7 Factors to Consider When Choosing a Literacy Screener
- National Center on Improving Literacy
- Mar 12
- 2 min read
Updated: Mar 22
Dr. Nadine Gaab explains the 7 most important factors to consider when selecting the right screener to identify children in your school, classroom, or district who may be at ris.
Assessing Key Skills
First of all, you want to make sure that it assesses all important skills that we know are important for learning to read.
Evidence-Based Screener
Secondly, you want to make sure that the screener is evidence-based, that there is some research behind it, and it's not just someone putting some words together and saying, "This is a great screener because it worked last year in my classroom."
Characteristics of the Norming Group
What are the characteristics of the norming group? Let me give you an example. If you are in an urban school with many children from maybe lower-income-status families, you want to make sure that this was represented when the screener was normed. Meaning: Were kids included from low SES families when they were norming the screener?
Time Considerations
You also want to make sure that the overall time it takes for you to screen the children works in your classroom. There are very short screeners and very long screeners, so you want to make sure that this works with your school and your what we call a screening protocol.
For example, you could screen as early as the summer before kindergarten, which may give you a little more time since you get the kids in individually. Or you may need to screen within the first week of kindergarten when you have very limited time.
Sensitivity and Specificity
You want to look at the sensitivity and specificity of a screener. Sensitivity is correctly identifying those who will develop a disability, and specificity is correctly identifying those who will not develop a reading disability.
You can also call it the false positives and false negatives. False positives occur when a child is identified as being at risk but is not actually at risk, which can be due to problems with the instrument, the day they were tested, or perhaps they were tired and didn't have breakfast, etc.. Then you have false negatives, which is when a kid is actually at risk, but you are not detecting it with your instrument.
Managing False Positives and False Negatives
As a district, we recommend that you catch all the kids who are at risk, so you would have no false negatives. However, that could lead to more false positives. You can move these two bars and decide, based on the resources and the number of testers you have, etc., how you want to adjust the discrepancy between the false positives and the false negatives.
SUGGESTED CITATION
National Center on Improving Literacy. (2025). [Infographic title]. Washington, DC: U.S. Department of Education, Office of Elementary and Secondary Education, Office of Special Education Programs. Retrieved from improvingliteracy.org.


→ What you have to do
Keep only the lines that hold the string "Edit", filtering out the rest of the entries below.

→ Data records
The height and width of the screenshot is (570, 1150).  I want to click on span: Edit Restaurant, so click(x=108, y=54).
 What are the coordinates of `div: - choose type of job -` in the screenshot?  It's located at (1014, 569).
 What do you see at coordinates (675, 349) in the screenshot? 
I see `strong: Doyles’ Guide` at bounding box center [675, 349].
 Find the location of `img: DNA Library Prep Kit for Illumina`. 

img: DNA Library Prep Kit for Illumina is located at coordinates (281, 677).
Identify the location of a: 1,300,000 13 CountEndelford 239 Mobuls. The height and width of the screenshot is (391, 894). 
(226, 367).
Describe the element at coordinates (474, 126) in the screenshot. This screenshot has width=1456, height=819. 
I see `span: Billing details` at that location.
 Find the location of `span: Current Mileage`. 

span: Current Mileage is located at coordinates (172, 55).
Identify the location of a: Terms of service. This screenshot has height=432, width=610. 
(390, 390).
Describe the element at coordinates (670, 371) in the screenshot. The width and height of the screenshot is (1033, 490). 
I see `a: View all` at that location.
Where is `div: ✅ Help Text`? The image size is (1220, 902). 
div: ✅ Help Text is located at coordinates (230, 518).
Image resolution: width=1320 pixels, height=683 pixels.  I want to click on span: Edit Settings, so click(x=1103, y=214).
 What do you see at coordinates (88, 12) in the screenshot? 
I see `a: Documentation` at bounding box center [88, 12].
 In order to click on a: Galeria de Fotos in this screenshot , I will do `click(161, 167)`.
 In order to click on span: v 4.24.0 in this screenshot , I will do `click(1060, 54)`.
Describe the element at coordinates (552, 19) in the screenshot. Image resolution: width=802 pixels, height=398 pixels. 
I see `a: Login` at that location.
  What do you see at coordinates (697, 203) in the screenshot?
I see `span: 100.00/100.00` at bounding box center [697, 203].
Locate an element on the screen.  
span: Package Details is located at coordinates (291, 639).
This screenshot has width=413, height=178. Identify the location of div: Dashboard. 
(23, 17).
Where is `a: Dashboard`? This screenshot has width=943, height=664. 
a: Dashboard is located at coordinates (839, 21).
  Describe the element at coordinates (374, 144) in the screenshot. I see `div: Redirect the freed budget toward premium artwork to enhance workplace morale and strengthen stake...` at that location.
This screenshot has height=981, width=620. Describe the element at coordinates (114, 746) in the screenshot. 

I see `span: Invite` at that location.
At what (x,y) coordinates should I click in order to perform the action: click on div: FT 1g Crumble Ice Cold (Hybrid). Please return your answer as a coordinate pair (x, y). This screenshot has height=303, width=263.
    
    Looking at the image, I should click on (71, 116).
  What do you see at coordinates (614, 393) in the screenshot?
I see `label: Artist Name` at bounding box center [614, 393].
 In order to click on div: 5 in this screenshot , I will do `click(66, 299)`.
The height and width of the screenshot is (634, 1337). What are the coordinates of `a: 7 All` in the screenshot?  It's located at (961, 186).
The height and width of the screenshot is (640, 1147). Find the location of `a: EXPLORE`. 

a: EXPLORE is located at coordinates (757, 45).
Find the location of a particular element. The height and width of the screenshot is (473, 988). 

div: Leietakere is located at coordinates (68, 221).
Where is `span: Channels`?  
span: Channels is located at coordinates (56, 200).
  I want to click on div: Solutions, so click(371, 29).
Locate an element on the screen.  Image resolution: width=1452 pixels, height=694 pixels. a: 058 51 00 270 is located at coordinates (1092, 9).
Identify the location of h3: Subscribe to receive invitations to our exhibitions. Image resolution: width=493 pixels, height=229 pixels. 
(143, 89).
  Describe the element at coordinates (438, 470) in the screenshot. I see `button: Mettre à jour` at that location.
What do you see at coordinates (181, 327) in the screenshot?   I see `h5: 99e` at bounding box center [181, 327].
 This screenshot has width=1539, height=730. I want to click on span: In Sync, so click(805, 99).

→ Solution for this exercise
The height and width of the screenshot is (570, 1150).  I want to click on span: Edit Restaurant, so click(x=108, y=54).
Image resolution: width=1320 pixels, height=683 pixels.  I want to click on span: Edit Settings, so click(x=1103, y=214).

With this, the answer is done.